Atlas/Trango Towers
N° 29
Trango Towers
The vertical kilometre.
Difficulty 10/10
Elevation
6,286m
20,620 ft
First Ascent
1977
Galen Rowell, John Roskelley, Kim Schmitz, Dennis Hennek
First ascent of Great Trango Tower. Nameless Tower first climbed 1976 by a British team led by Joe Brown.
Best Season
June–August
Summit Days
30–60 days
Permits
Required
Overview
A group of granite spires in the Karakoram, the highest of which — Great Trango Tower — reaches 6,286 metres. The Trango group is not a peak in the traditional Atlas sense. The summits are modest by Karakoram standards. What distinguishes the Trangos is the verticality. The east face of Great Trango Tower is the world's tallest continuous vertical drop — 1,340 metres of sheer granite, a single uninterrupted face from base to summit. Photographs of the wall fail to convey the scale. The wall is its own measurement.
The first ascent of Great Trango Tower came in 1977 by an American expedition. The Nameless Tower, the most distinctive of the group at 6,239 metres, was first climbed in 1976 by a British team led by Joe Brown. Both ascents were technical rock climbing at high altitude, comparable to Yosemite big-wall standards but at elevations where the climbing is fundamentally harder due to oxygen, cold, and weather.
In 1992, Norwegian climbers Hans Christian Doseth and Finn Daehli completed the first ascent of the Norwegian Buttress on the east face of Great Trango. Both died on the descent. The route was unrepeated for over twenty years. Modern speed-climbing on the Trangos has produced ascents that twenty years ago would have been considered impossible — the routes have not changed, but the climbing community's collective capacity has. The current speed record on Nameless Tower is hours where the first ascent took weeks.
What Trango represents in this Atlas is a different category of mountain. The peaks are not high. The walls are absolute. Climbers come here for granite, for verticality, for the particular discipline of rock climbing at altitude. The Trangos are climbed by perhaps a dozen serious teams per year. Most of them spend longer on a single route than Everest expeditions spend on the entire mountain.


#### WORK ITEM:
Copying nothing before it, reproduce the line that holds "detect *woman*" and every line after it in the data, exactly.

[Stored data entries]
╔══

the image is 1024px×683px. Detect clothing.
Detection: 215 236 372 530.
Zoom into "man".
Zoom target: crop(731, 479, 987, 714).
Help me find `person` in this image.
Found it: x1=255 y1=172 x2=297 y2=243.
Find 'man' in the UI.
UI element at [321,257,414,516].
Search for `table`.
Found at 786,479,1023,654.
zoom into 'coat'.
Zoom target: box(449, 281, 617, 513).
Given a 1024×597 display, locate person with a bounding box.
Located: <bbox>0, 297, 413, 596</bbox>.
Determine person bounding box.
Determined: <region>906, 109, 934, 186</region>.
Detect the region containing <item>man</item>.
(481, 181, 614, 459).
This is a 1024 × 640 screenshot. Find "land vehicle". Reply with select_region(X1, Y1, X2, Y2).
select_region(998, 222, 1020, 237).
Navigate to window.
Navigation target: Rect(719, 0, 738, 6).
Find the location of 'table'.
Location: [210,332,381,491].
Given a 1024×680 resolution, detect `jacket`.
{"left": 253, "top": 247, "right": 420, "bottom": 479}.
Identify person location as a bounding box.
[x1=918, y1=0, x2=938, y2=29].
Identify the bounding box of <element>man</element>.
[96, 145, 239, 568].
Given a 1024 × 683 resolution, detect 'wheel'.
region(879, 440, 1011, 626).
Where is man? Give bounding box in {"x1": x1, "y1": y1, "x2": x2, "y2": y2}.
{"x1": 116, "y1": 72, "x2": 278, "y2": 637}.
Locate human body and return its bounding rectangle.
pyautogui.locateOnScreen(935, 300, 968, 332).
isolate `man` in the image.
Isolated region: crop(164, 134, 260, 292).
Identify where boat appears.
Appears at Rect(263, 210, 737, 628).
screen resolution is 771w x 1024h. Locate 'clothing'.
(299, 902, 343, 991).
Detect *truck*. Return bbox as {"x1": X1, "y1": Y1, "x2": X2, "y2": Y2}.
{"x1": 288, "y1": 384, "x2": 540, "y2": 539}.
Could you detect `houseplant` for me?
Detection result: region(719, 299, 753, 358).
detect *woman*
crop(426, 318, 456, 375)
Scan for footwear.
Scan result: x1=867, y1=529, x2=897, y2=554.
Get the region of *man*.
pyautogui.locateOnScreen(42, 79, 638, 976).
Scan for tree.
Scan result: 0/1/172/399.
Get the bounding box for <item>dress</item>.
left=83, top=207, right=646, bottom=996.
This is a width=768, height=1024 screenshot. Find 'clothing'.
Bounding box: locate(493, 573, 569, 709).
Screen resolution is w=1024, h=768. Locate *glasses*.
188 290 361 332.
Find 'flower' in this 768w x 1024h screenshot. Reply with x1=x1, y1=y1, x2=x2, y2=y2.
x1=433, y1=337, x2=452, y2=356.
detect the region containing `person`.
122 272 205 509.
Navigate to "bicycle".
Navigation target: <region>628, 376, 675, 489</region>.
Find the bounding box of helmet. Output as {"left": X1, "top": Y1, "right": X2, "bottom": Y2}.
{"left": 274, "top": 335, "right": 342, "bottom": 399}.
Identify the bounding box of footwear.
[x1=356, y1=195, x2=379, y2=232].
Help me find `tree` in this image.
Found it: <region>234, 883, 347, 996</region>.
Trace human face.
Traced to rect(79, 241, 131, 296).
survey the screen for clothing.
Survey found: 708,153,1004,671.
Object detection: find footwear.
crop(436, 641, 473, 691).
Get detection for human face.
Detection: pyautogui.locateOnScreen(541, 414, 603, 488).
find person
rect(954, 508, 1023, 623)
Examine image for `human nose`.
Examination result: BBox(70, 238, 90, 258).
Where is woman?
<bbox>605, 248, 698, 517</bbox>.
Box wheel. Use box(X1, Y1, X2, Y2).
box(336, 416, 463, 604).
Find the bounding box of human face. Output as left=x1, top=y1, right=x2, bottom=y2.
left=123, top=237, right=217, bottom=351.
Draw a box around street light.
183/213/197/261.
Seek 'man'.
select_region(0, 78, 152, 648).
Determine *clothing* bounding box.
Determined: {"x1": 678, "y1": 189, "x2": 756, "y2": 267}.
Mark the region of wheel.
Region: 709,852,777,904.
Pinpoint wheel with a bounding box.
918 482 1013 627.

╚══

#### REPLY:
detect *woman*
crop(426, 318, 456, 375)
Scan for footwear.
Scan result: x1=867, y1=529, x2=897, y2=554.
Get the region of *man*.
pyautogui.locateOnScreen(42, 79, 638, 976).
Scan for tree.
Scan result: 0/1/172/399.
Get the bounding box for <item>dress</item>.
left=83, top=207, right=646, bottom=996.
This is a width=768, height=1024 screenshot. Find 'clothing'.
Bounding box: locate(493, 573, 569, 709).
Screen resolution is w=1024, h=768. Locate *glasses*.
188 290 361 332.
Find 'flower' in this 768w x 1024h screenshot. Reply with x1=x1, y1=y1, x2=x2, y2=y2.
x1=433, y1=337, x2=452, y2=356.
detect the region containing `person`.
122 272 205 509.
Navigate to "bicycle".
Navigation target: <region>628, 376, 675, 489</region>.
Find the bounding box of helmet. Output as {"left": X1, "top": Y1, "right": X2, "bottom": Y2}.
{"left": 274, "top": 335, "right": 342, "bottom": 399}.
Identify the bounding box of footwear.
[x1=356, y1=195, x2=379, y2=232].
Help me find `tree` in this image.
Found it: <region>234, 883, 347, 996</region>.
Trace human face.
Traced to rect(79, 241, 131, 296).
survey the screen for clothing.
Survey found: 708,153,1004,671.
Object detection: find footwear.
crop(436, 641, 473, 691).
Get detection for human face.
Detection: pyautogui.locateOnScreen(541, 414, 603, 488).
find person
rect(954, 508, 1023, 623)
Examine image for `human nose`.
Examination result: BBox(70, 238, 90, 258).
Where is woman?
<bbox>605, 248, 698, 517</bbox>.
Box wheel. Use box(X1, Y1, X2, Y2).
box(336, 416, 463, 604).
Find the bounding box of human face. Output as left=x1, top=y1, right=x2, bottom=y2.
left=123, top=237, right=217, bottom=351.
Draw a box around street light.
183/213/197/261.
Seek 'man'.
select_region(0, 78, 152, 648).
Determine *clothing* bounding box.
Determined: {"x1": 678, "y1": 189, "x2": 756, "y2": 267}.
Mark the region of wheel.
Region: 709,852,777,904.
Pinpoint wheel with a bounding box.
918 482 1013 627.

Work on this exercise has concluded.